An Async context manager is an object that defines the asynchronous methods __aenter__ and __aexit__ and is used in the async with statement. Such a manager is needed for the correct opening/closing of resources in asynchronous functions: database connections, files, sessions, etc.
Implementation example:
class AsyncDBConnection: async def __aenter__(self): self.conn = await async_db_connect() return self.conn async def __aexit__(self, exc_type, exc, tb): await self.conn.close() async def main(): async with AsyncDBConnection() as conn: await conn.query('SELECT 1')
The asynchronous context allows avoiding blocking the event loop with technical delays, increasing the performance of concurrent programs.
Can you use a regular with inside async def?
Answer: Yes, but if the operations inside the context manager use awaitable (require await), then you need async with. A regular with does not support asynchronous enter/exit, it will block the event loop or fail if await is called inside enter/exit.
Example:
async def foo(): with open('file.txt') as f: # this is ok, reading is synchronous data = f.read() # But you cannot await inside a regular context, only inside async with
Story
Project: Web service with asynchronous API.

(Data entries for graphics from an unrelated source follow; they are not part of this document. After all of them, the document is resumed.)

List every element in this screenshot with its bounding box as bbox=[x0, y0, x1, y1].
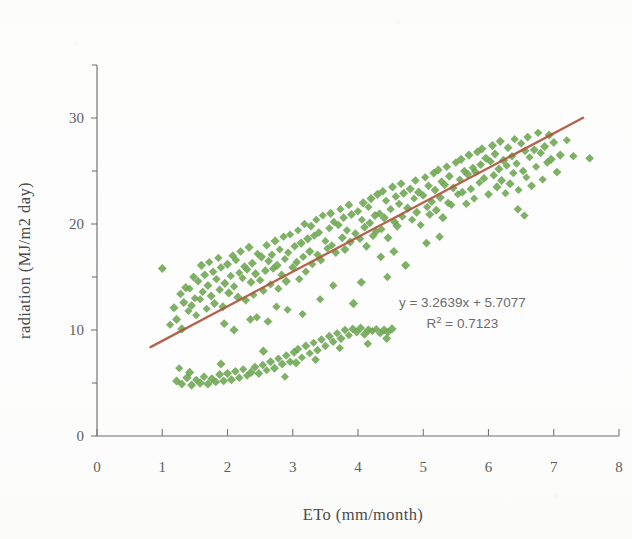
data-point bbox=[410, 195, 417, 202]
data-point bbox=[230, 283, 238, 291]
data-point bbox=[224, 289, 233, 298]
data-point bbox=[314, 346, 322, 354]
scatter-plot: 0102030012345678ETo (mm/month)radiation … bbox=[0, 0, 632, 539]
data-point bbox=[392, 192, 400, 200]
data-point bbox=[170, 303, 179, 312]
x-tick-label: 7 bbox=[550, 459, 558, 475]
chart-annotations: y = 3.2639x + 5.7077R2 = 0.7123 bbox=[399, 295, 526, 331]
data-point bbox=[176, 290, 184, 298]
data-point bbox=[426, 210, 434, 218]
data-point bbox=[491, 150, 499, 158]
data-point bbox=[569, 152, 577, 160]
data-point bbox=[199, 288, 207, 296]
data-point bbox=[384, 234, 392, 242]
data-point bbox=[299, 310, 307, 318]
data-point bbox=[273, 303, 281, 311]
data-point bbox=[526, 153, 534, 161]
data-point bbox=[196, 295, 204, 303]
data-point bbox=[367, 194, 376, 203]
data-point bbox=[408, 216, 416, 224]
r-squared-label: R2 = 0.7123 bbox=[427, 314, 499, 331]
data-point bbox=[245, 243, 254, 252]
data-point bbox=[220, 319, 228, 327]
data-point bbox=[401, 261, 410, 270]
data-point bbox=[175, 364, 182, 371]
data-point bbox=[329, 282, 337, 290]
x-tick-label: 2 bbox=[224, 459, 232, 475]
x-tick-label: 8 bbox=[615, 459, 623, 475]
data-point bbox=[422, 239, 430, 247]
data-point bbox=[477, 161, 485, 169]
data-point bbox=[364, 340, 372, 348]
chart-page: 0102030012345678ETo (mm/month)radiation … bbox=[0, 0, 632, 539]
data-point bbox=[209, 268, 217, 276]
data-point bbox=[281, 373, 289, 381]
data-point bbox=[307, 222, 315, 230]
data-point bbox=[264, 317, 272, 325]
data-point bbox=[532, 163, 540, 171]
x-tick-label: 0 bbox=[93, 459, 101, 475]
data-point bbox=[319, 212, 327, 220]
data-point bbox=[553, 168, 561, 176]
data-point bbox=[534, 129, 542, 137]
data-point bbox=[281, 255, 289, 263]
data-point bbox=[423, 203, 431, 211]
data-point bbox=[397, 180, 405, 188]
data-point bbox=[282, 351, 290, 359]
y-tick-label: 30 bbox=[69, 110, 84, 126]
data-point bbox=[411, 176, 419, 184]
data-point bbox=[295, 275, 303, 283]
data-point bbox=[502, 190, 509, 197]
data-point bbox=[524, 133, 532, 141]
data-point bbox=[383, 273, 391, 281]
data-point bbox=[345, 201, 353, 209]
data-point bbox=[556, 151, 565, 160]
data-point bbox=[343, 226, 351, 234]
data-points bbox=[158, 129, 594, 389]
data-point bbox=[467, 185, 475, 193]
axes bbox=[91, 65, 619, 436]
x-tick-label: 6 bbox=[485, 459, 493, 475]
data-point bbox=[322, 237, 329, 244]
data-point bbox=[237, 248, 245, 256]
data-point bbox=[299, 253, 307, 261]
data-point bbox=[248, 259, 257, 268]
data-point bbox=[216, 286, 224, 294]
data-point bbox=[388, 183, 397, 192]
data-point bbox=[406, 185, 415, 194]
data-point bbox=[417, 221, 424, 228]
data-point bbox=[302, 268, 310, 276]
data-point bbox=[514, 205, 522, 213]
data-point bbox=[387, 205, 395, 213]
data-point bbox=[527, 182, 535, 190]
data-point bbox=[488, 141, 497, 150]
data-point bbox=[438, 213, 447, 222]
data-point bbox=[215, 254, 223, 262]
series-upper-cluster bbox=[158, 129, 594, 334]
data-point bbox=[276, 246, 283, 253]
data-point bbox=[340, 214, 348, 222]
data-point bbox=[172, 315, 181, 324]
data-point bbox=[506, 179, 515, 188]
data-point bbox=[382, 197, 390, 205]
data-point bbox=[421, 174, 429, 182]
data-point bbox=[424, 182, 432, 190]
data-point bbox=[443, 163, 451, 171]
data-point bbox=[317, 336, 325, 344]
data-point bbox=[357, 278, 366, 287]
trendline bbox=[151, 118, 584, 347]
data-point bbox=[253, 313, 261, 321]
data-point bbox=[521, 212, 529, 220]
data-point bbox=[431, 186, 439, 194]
data-point bbox=[259, 347, 268, 356]
x-tick-label: 5 bbox=[420, 459, 428, 475]
data-point bbox=[586, 154, 594, 162]
data-point bbox=[497, 176, 506, 185]
data-point bbox=[412, 208, 420, 216]
data-point bbox=[336, 344, 344, 352]
data-point bbox=[256, 276, 264, 284]
data-point bbox=[493, 183, 502, 192]
data-point bbox=[221, 279, 230, 288]
data-point bbox=[212, 275, 220, 283]
data-point bbox=[484, 190, 492, 198]
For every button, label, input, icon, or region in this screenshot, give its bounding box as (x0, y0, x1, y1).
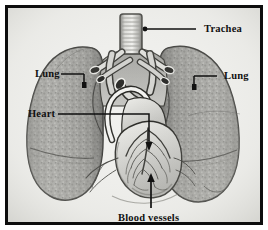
label-heart: Heart (28, 109, 55, 120)
figure-frame: Trachea Lung Lung Heart Blood vessels (5, 5, 263, 225)
figure-stage: Trachea Lung Lung Heart Blood vessels (0, 0, 268, 230)
label-lung-left: Lung (35, 69, 60, 80)
label-blood-vessels: Blood vessels (118, 213, 179, 222)
illustration-plate: Trachea Lung Lung Heart Blood vessels (8, 8, 260, 222)
label-lung-right: Lung (224, 71, 249, 82)
label-trachea: Trachea (204, 24, 242, 35)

Problem: The connection manager to the database used a regular with, but await was called inside it. This led to a RuntimeError("Cannot use 'await' outside async function") and blocked the event loop in production.
Story
Project: Chat on Websockets.
Problem: Websocket resources weren't closed when working with connections (used a regular synchronous manager), leading to memory leaks and hanging connections.
Story
Project: Multithreaded asynchronous task queue.
Problem: The task manager incorrectly implemented
__aexit__, forgetting to return an awaitable. Because of this, task completions were not guaranteed, and some tasks "hung" in the system.